Nigel

Nigel Speight was a paediatrician in Durham for 25 years, and has always been a pioneer of new ideas. He is a brilliant teacher, who evokes great enthusiasm.

Nigel is passionate about life and medicine in Africa. As a young doctor, he worked in Dar es Salaam, Tanzania, for several years. They had just opened the country’s first ever medical school, and as a medical lecturer he witnessed the first doctors to ever graduate from Tanzania.

While there, he conducted pioneering research on treating a fatal condition called Bantu Haemosiderosis. He also fought for cost-effective prescribing.

His pioneering work in the UK has included him researching into the under-diagnosis and under-treatment of childhood asthma. From this, he went on to promote the simple idea of children squirting their inhaler devices through a hole cut in the bottom of a disposable coffee cup! Now, you see ‘spacers’ being used regularly.

Nigel is also an expert on ADHD and ME (Myalgic Encephalomyelitis), also known as Chronic Fatigue Syndrome (CFS). These are both controversial conditions, and the children and their families frequently need to be advocated for. Nigel does this by lecturing about these internationally, and as the medical adviser to several ME charities.

Nigel continued to teach junior paediatricians in both Tanzania and the Sudan while working in Durham, and since retiring, he has spent periods of time working and teaching in a small hospital in Katete, Zambia. While he was there he introduced using apnoea (breathing) alarms on the new-born baby unit, and taught how to use special cooling methods which help babies’ brains recover if they have suffered traumatic births.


### Work to be completed
What is needed is every line from the one holding "Help me find" to the last line of the data below, printed exactly and without pictures.

### Supplied material
⁂
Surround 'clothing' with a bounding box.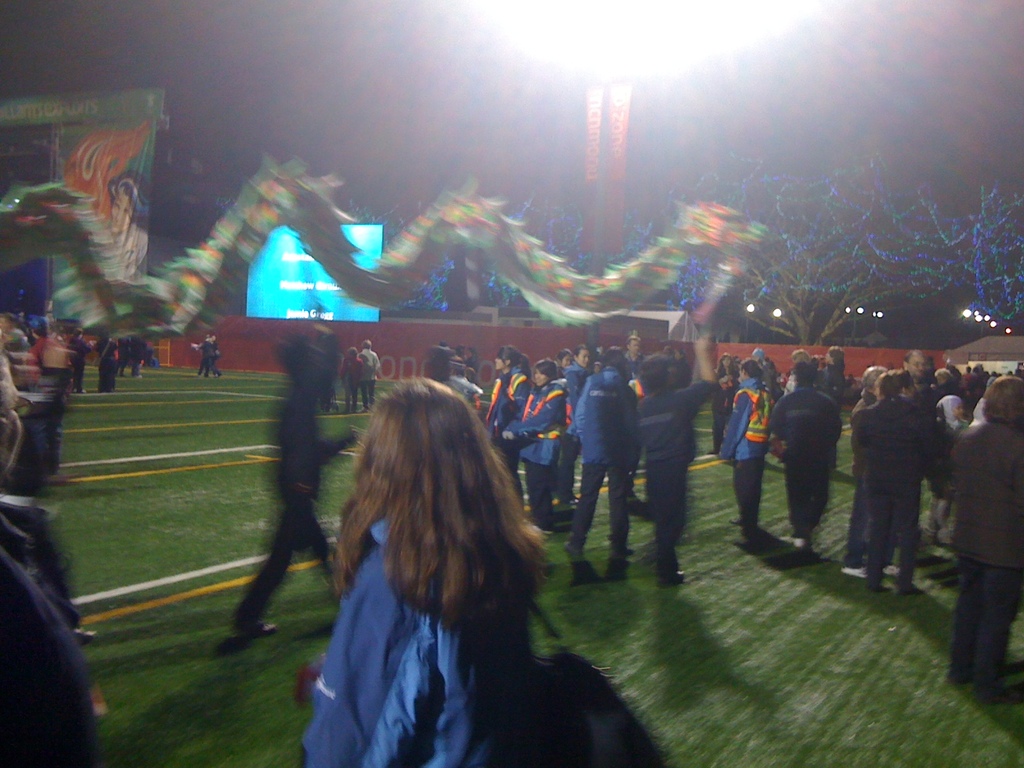
(x1=480, y1=367, x2=529, y2=436).
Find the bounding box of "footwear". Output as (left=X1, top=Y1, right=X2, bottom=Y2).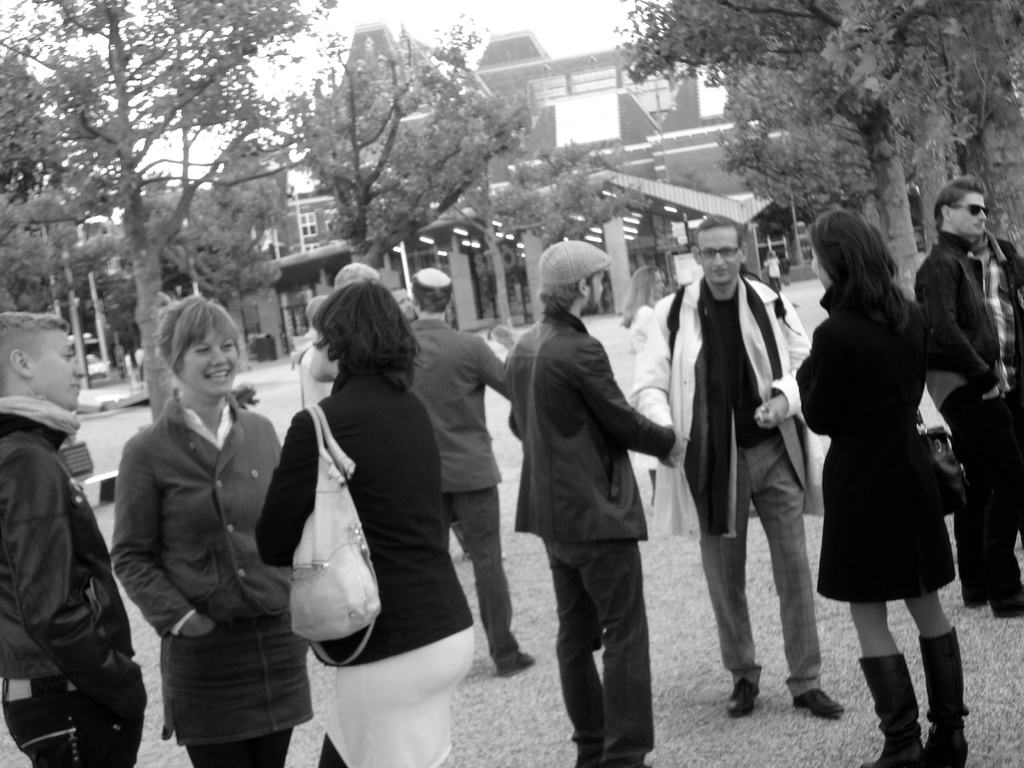
(left=916, top=630, right=968, bottom=767).
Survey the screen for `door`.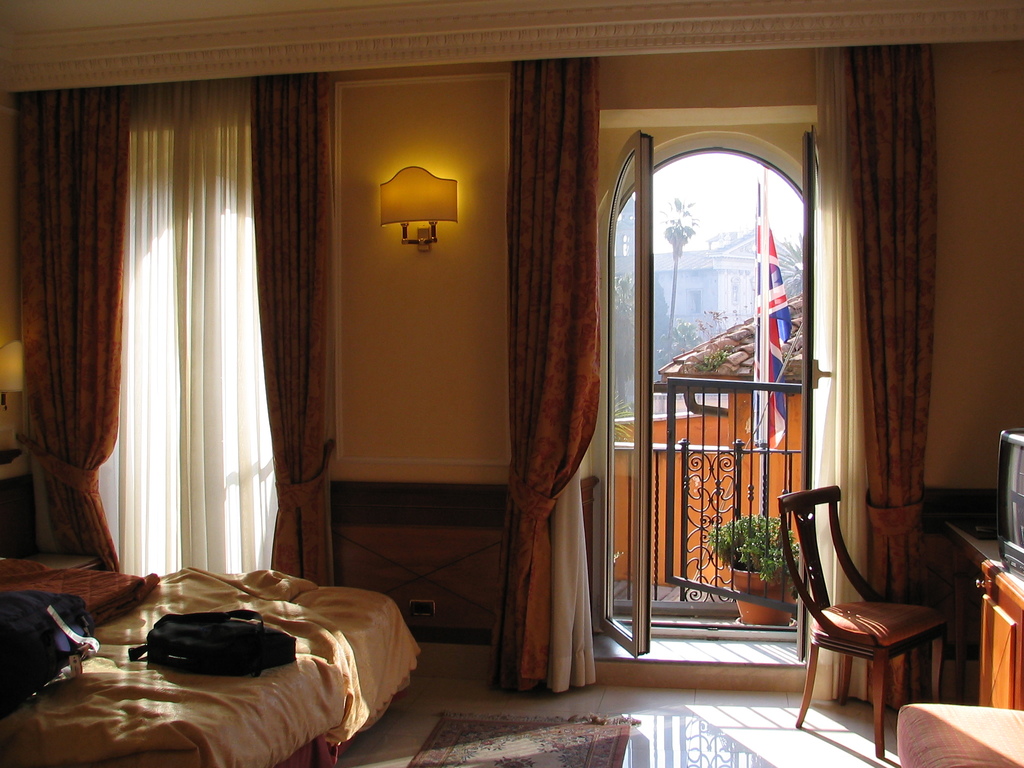
Survey found: (593,129,652,655).
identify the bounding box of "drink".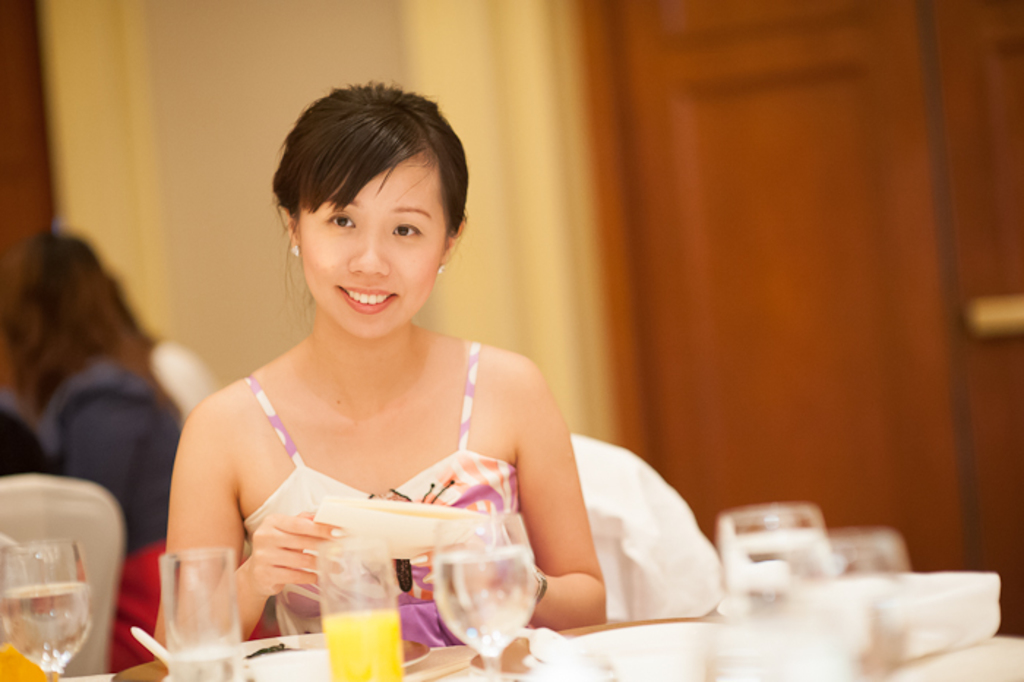
(430, 546, 538, 651).
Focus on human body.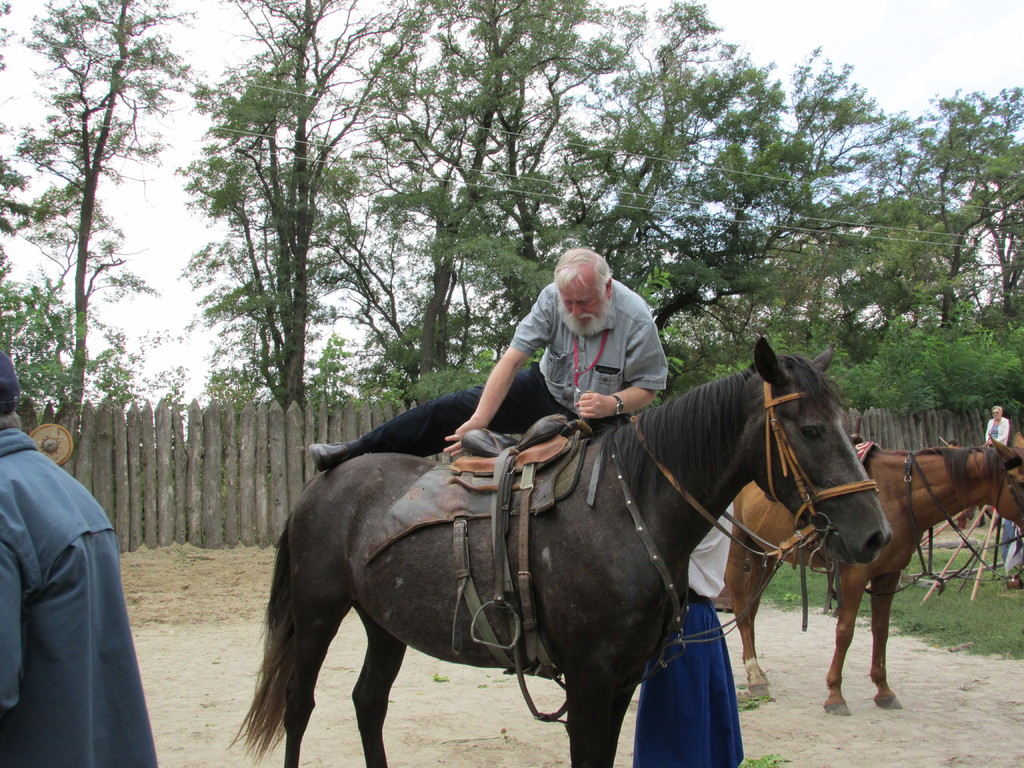
Focused at [7, 370, 131, 748].
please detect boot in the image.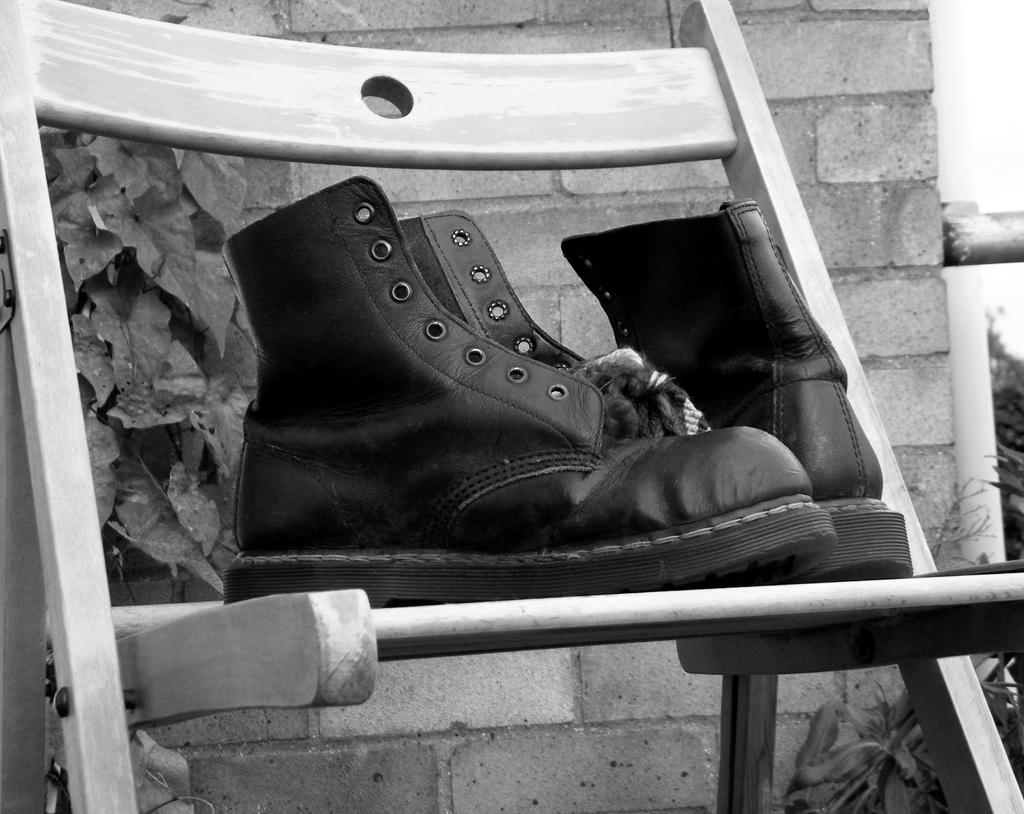
{"left": 561, "top": 198, "right": 908, "bottom": 579}.
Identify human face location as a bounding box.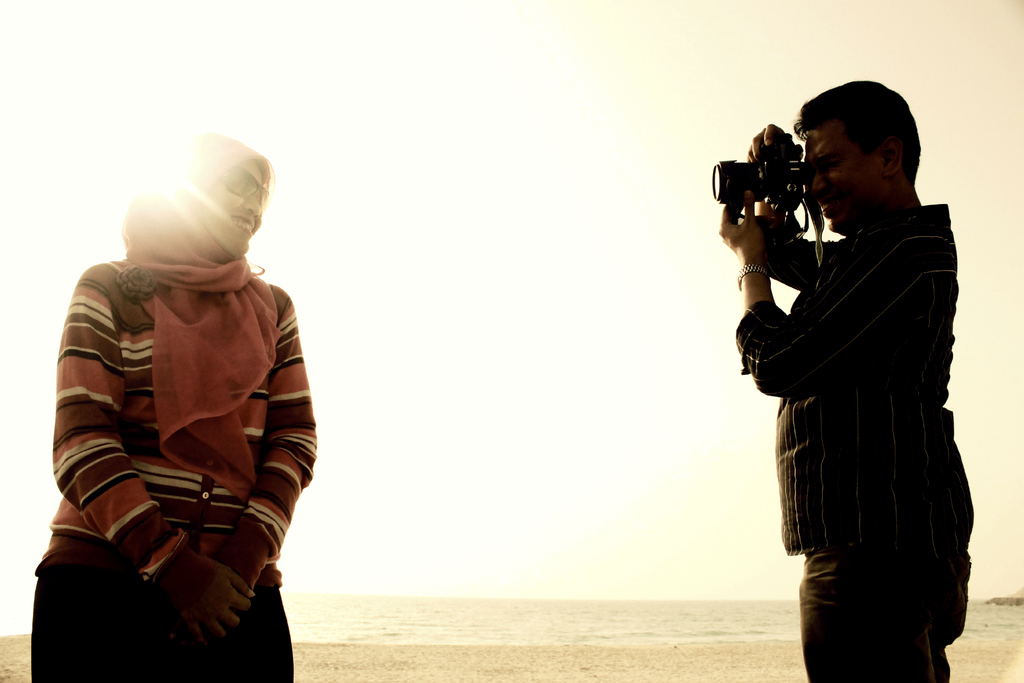
(801, 123, 884, 239).
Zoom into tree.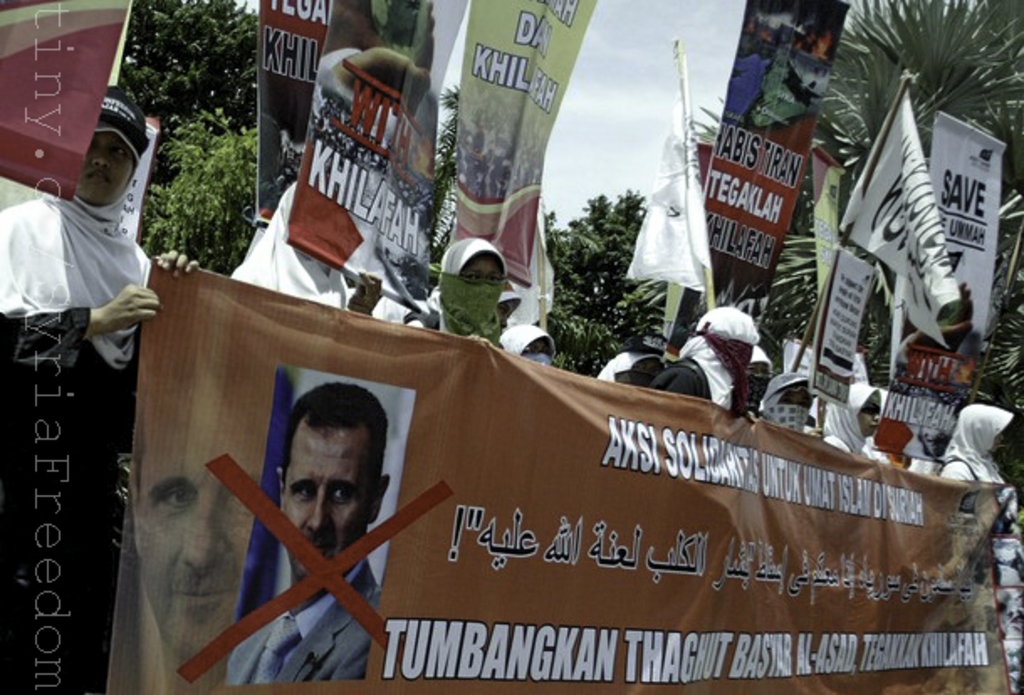
Zoom target: x1=749, y1=0, x2=1022, y2=502.
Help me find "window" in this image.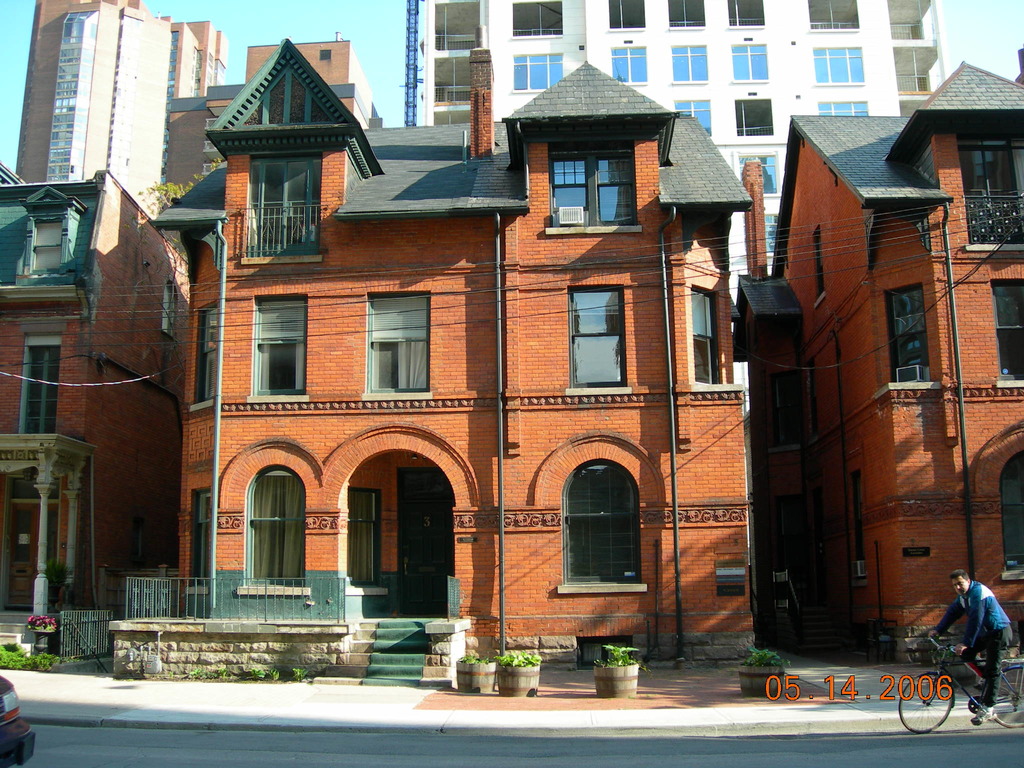
Found it: bbox(564, 281, 624, 389).
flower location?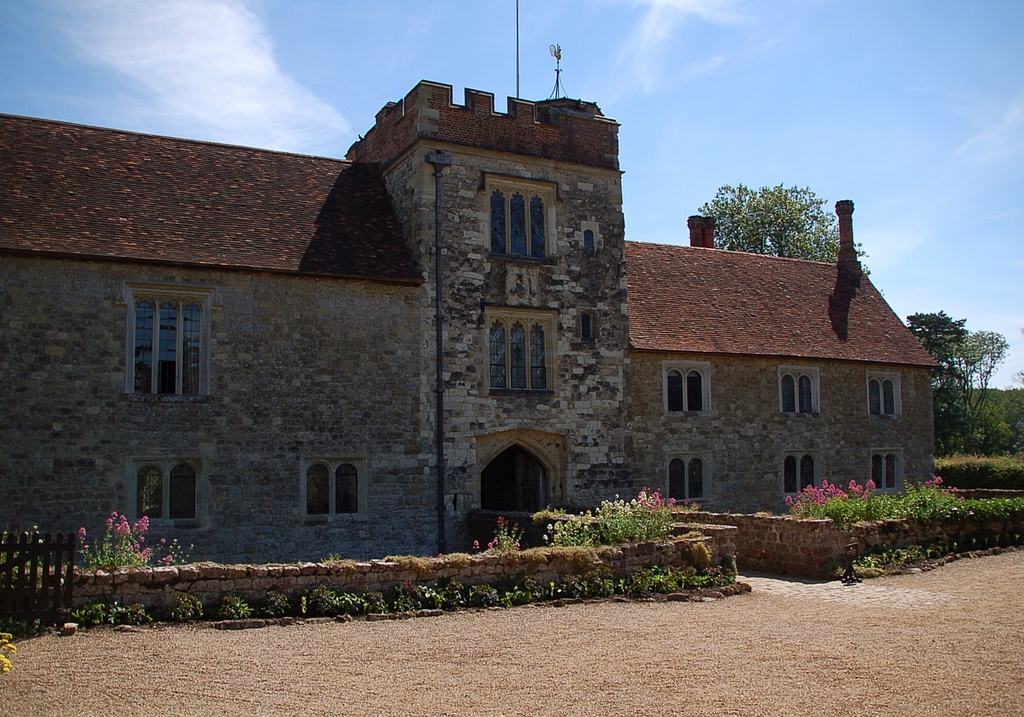
pyautogui.locateOnScreen(489, 541, 492, 547)
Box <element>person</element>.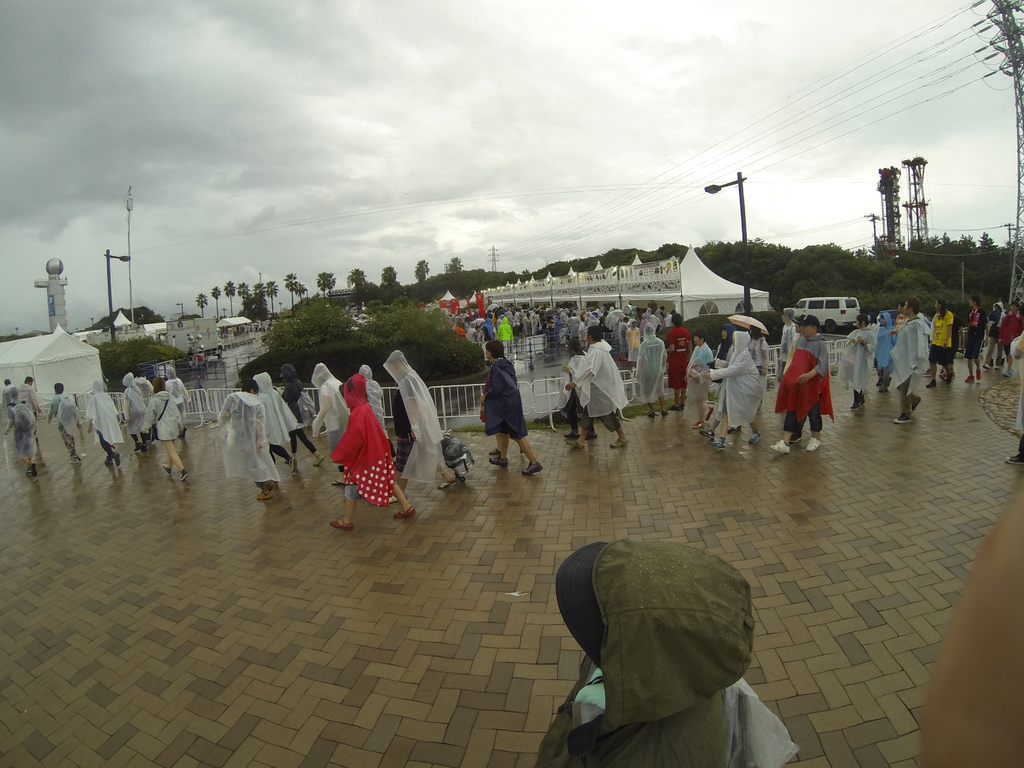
⁂
### Exercise answer
Help me find "window" in this image.
Found it: bbox(564, 281, 624, 389).
flower location?
pyautogui.locateOnScreen(489, 541, 492, 547)
Box <element>person</element>.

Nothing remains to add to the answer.